There would be a great party at the Red House on New Year's Eve, she knew: her husband would be smiling and smiled upon, hiding _her_ existence in the darkest corner of his heart.
But she would mar his pleasure: she would go in her dingy rags, with her faded face, once as handsome as the best, with her little child that had its father's hair and eyes, and disclose herself to the Squire as his eldest son's wife.
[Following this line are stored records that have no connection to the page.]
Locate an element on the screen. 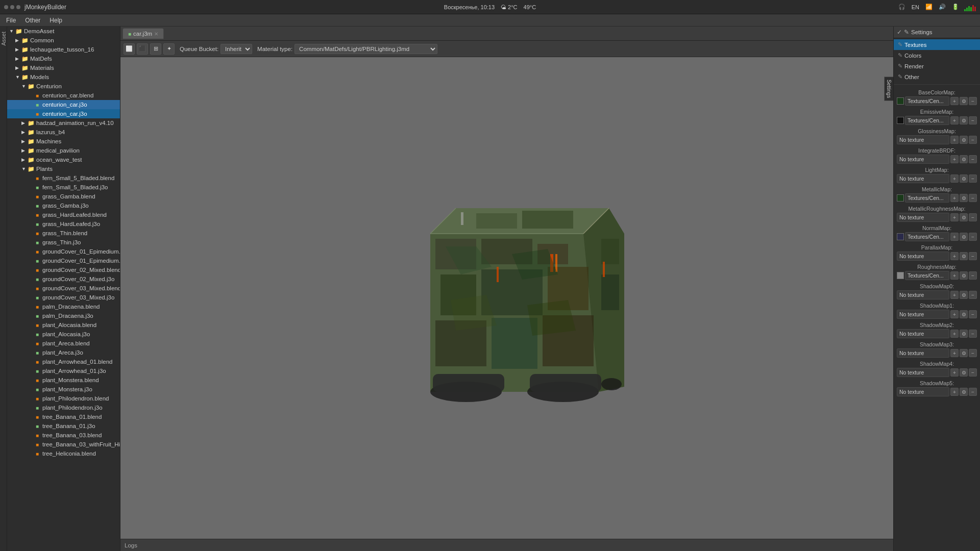 This screenshot has height=551, width=980. file-tree-content: ▼ 📁 DemoAsset ▶ 📁 Common ▶ 📁 lechauguett… is located at coordinates (63, 289).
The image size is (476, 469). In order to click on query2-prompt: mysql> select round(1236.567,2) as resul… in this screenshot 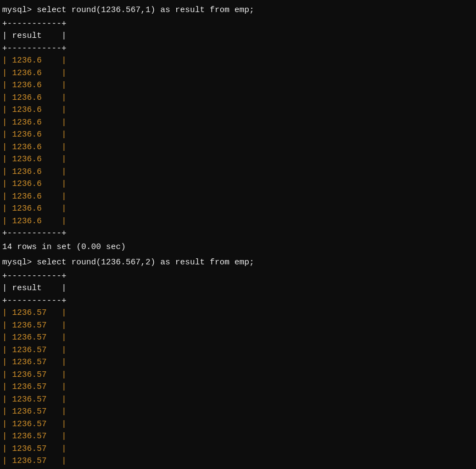, I will do `click(238, 263)`.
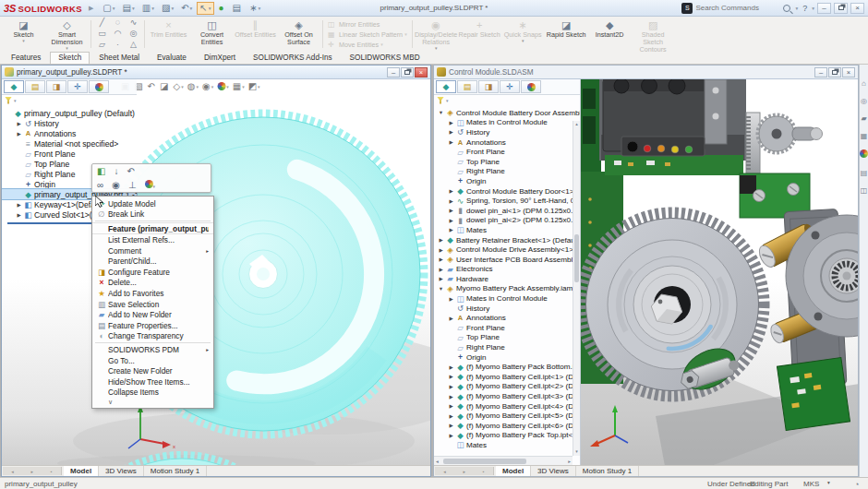 Image resolution: width=868 pixels, height=489 pixels. Describe the element at coordinates (153, 272) in the screenshot. I see `menu-item: ◨Configure Feature` at that location.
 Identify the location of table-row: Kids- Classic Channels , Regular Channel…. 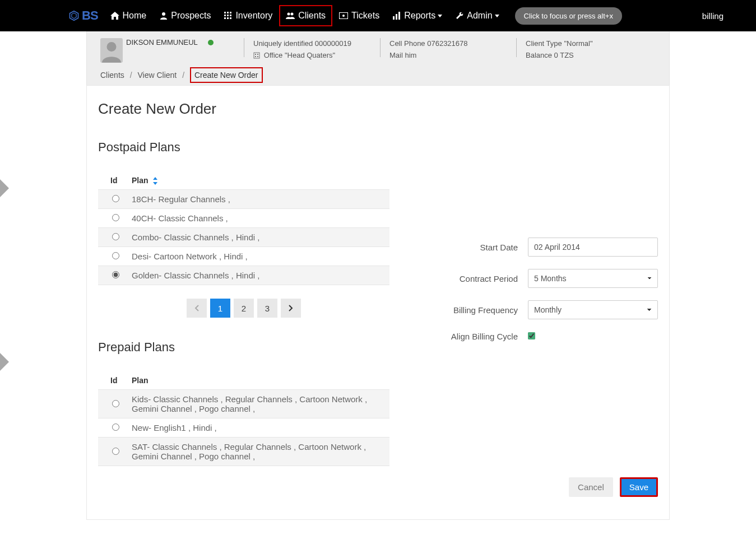
(244, 404).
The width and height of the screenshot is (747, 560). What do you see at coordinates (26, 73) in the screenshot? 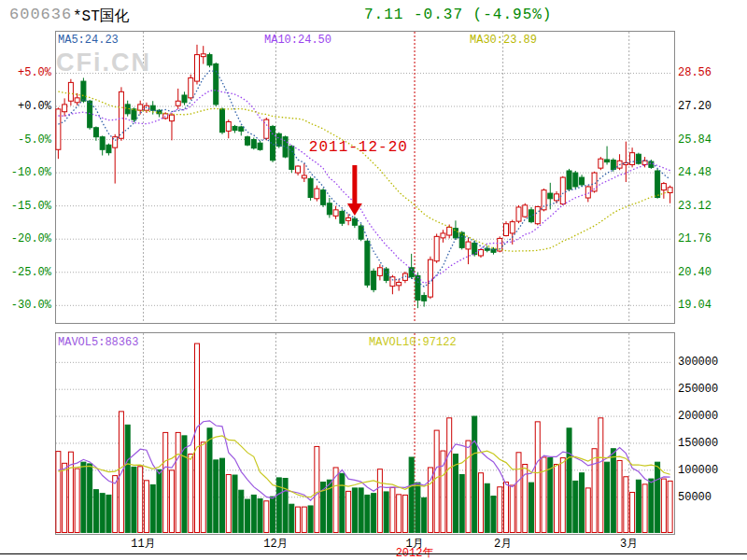
I see `percent-tick-label: +5.0%` at bounding box center [26, 73].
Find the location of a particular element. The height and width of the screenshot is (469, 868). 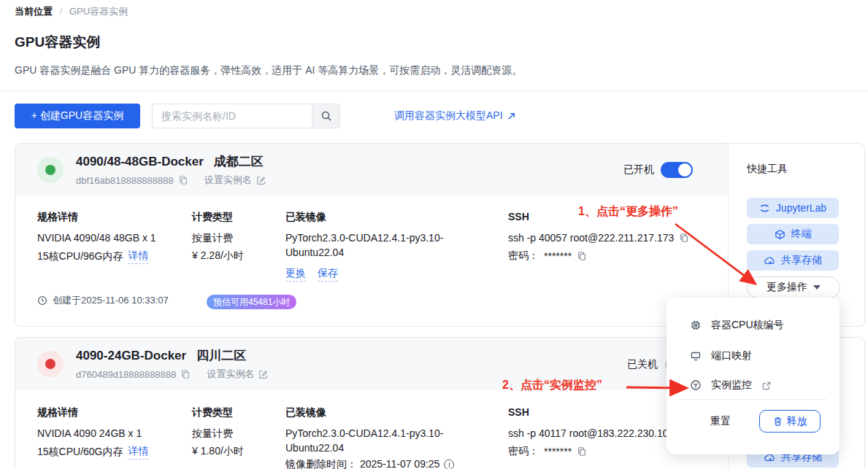

instance-id: dbf16ab818888888888 is located at coordinates (125, 181).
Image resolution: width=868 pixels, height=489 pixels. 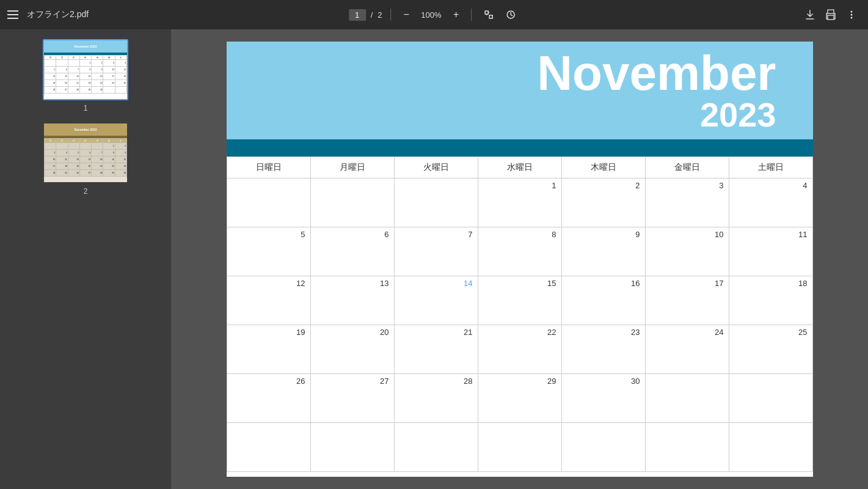 I want to click on calendar-cell: 11, so click(x=771, y=252).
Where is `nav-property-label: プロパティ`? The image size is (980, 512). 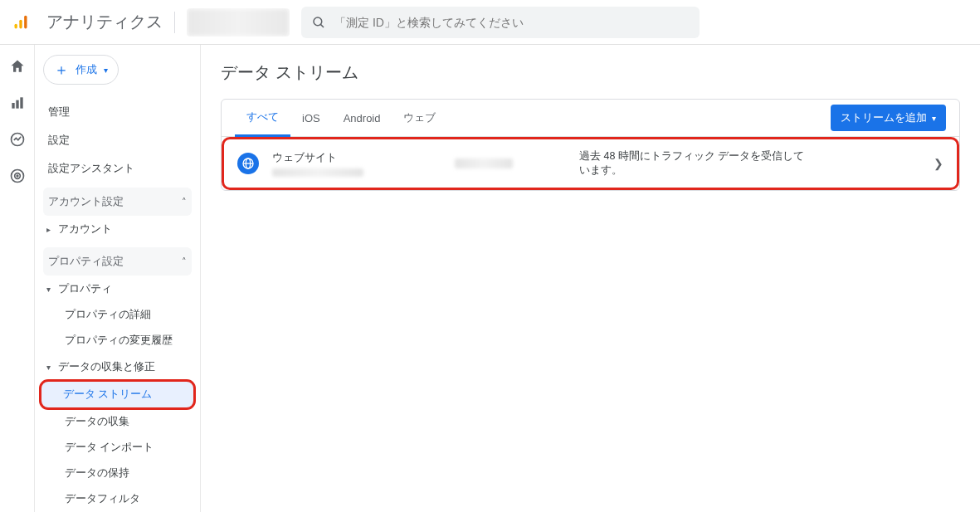
nav-property-label: プロパティ is located at coordinates (85, 289).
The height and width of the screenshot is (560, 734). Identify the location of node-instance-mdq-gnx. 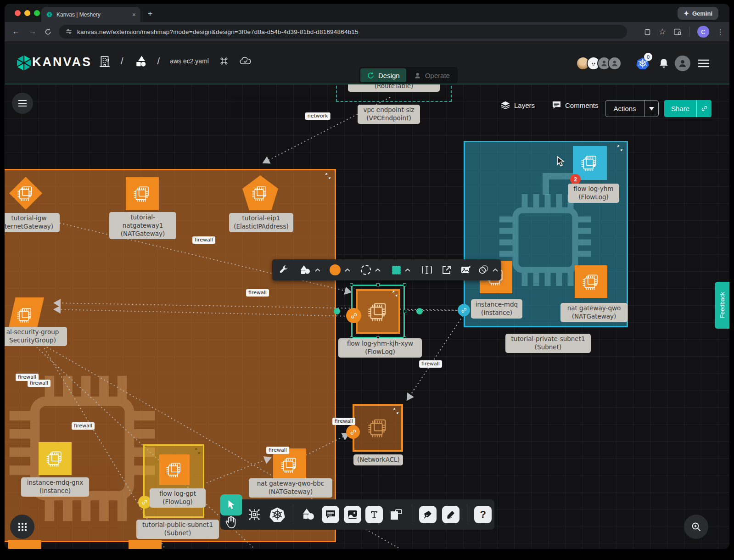
(55, 459).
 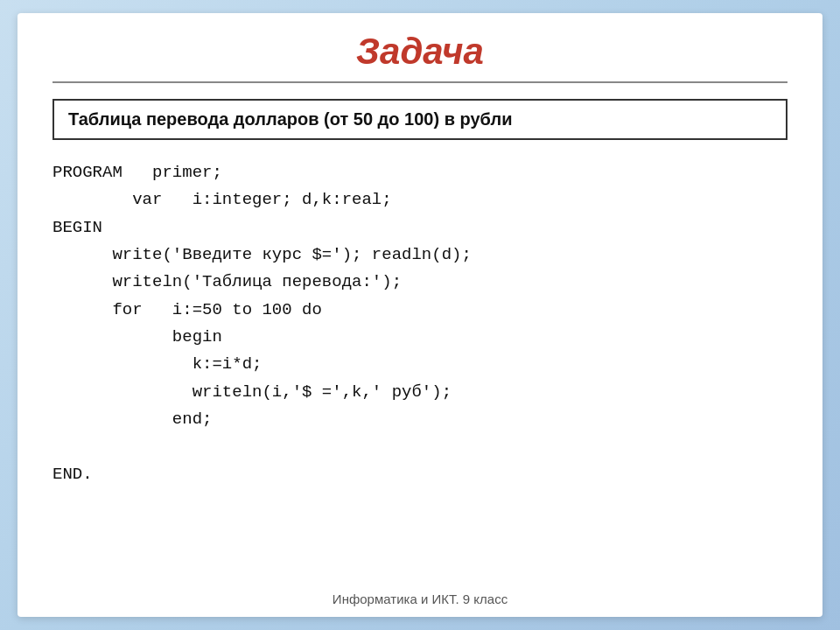 I want to click on code-line-12: END., so click(x=420, y=474).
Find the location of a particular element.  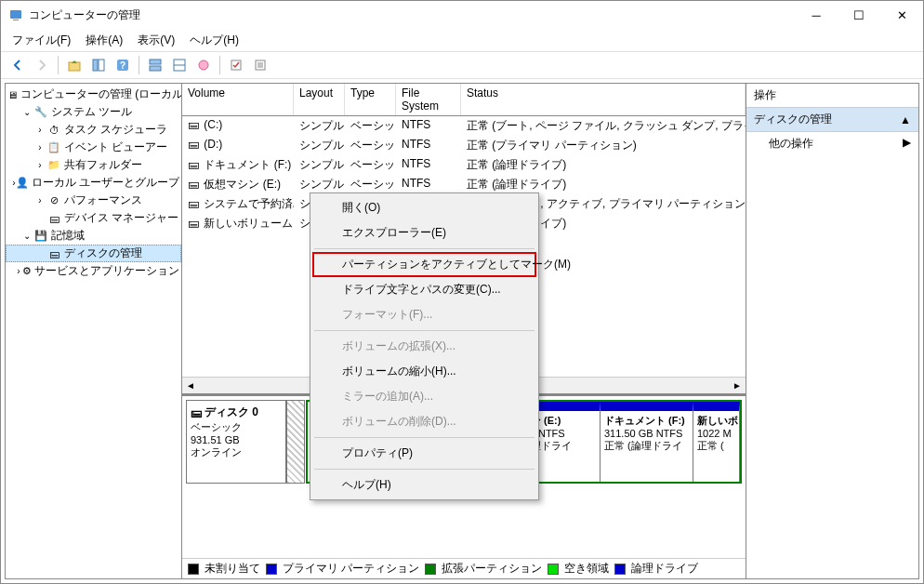

settings-button is located at coordinates (204, 65).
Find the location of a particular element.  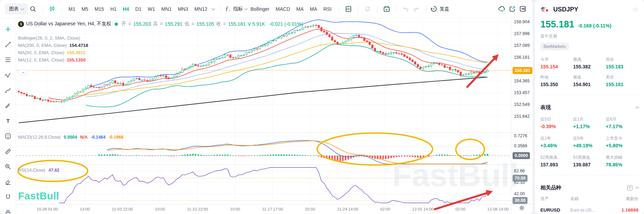

symbol-header: $ US Dollar vs Japanese Yen, H4, 不复权 开= … is located at coordinates (161, 24).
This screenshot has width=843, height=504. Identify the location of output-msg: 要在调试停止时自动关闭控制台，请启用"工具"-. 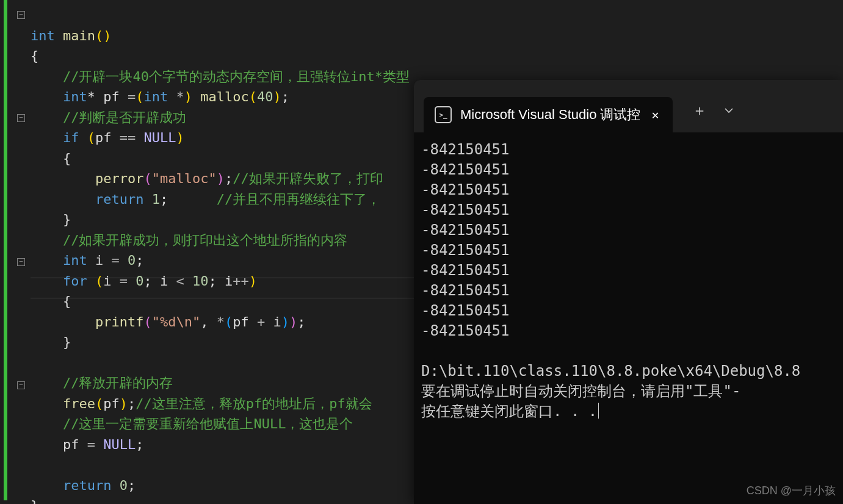
(581, 391).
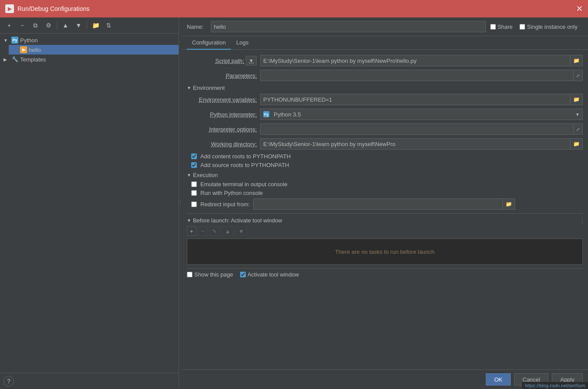  What do you see at coordinates (225, 204) in the screenshot?
I see `redirect-input-label: Redirect input from:` at bounding box center [225, 204].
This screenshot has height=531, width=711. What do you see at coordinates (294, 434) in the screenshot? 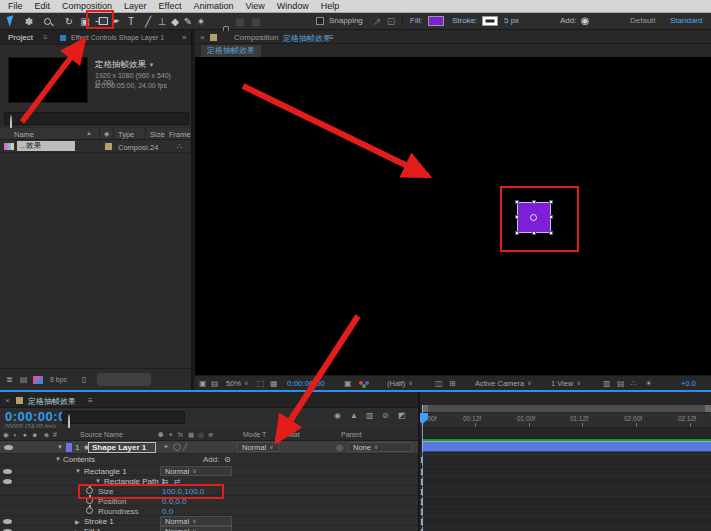
I see `trkmat-column: Mat` at bounding box center [294, 434].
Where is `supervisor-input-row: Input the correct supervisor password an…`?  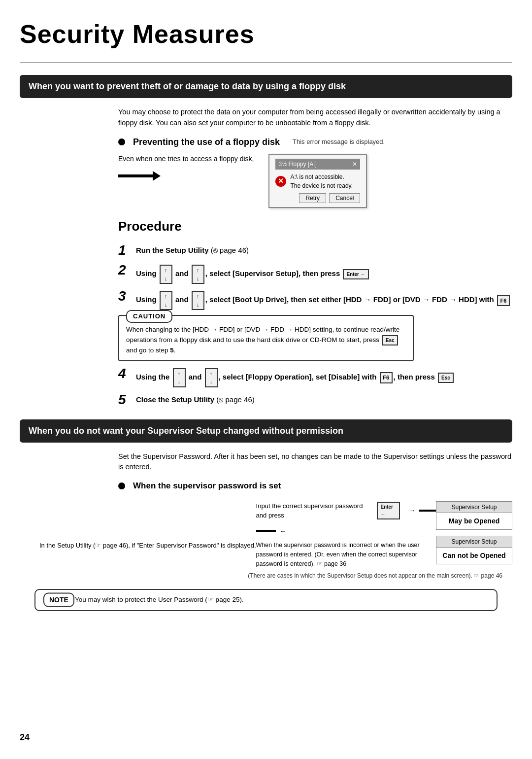 supervisor-input-row: Input the correct supervisor password an… is located at coordinates (346, 511).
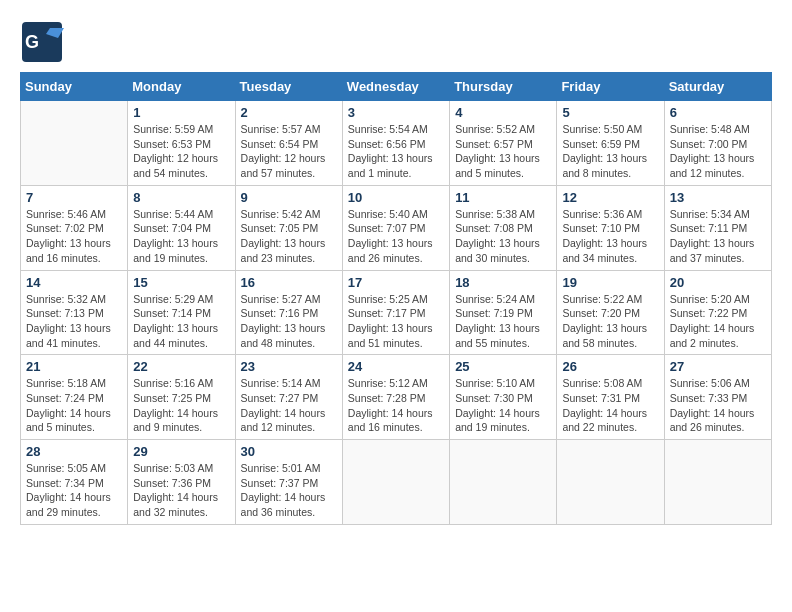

It is seldom that the miserable can help regarding their misery as a wrong inflicted by those who are less miserable.
Molly knew that the cause of her dingy rags was not her husband's neglect, but the demon Opium to whom she was enslaved, body and soul, except in the lingering mother's tenderness that refused to give him her hungry child.
She knew this well; and yet, in the moments of wretched unbenumbed consciousness, the sense of her want and degradation transformed itself continually into bitterness towards Godfrey.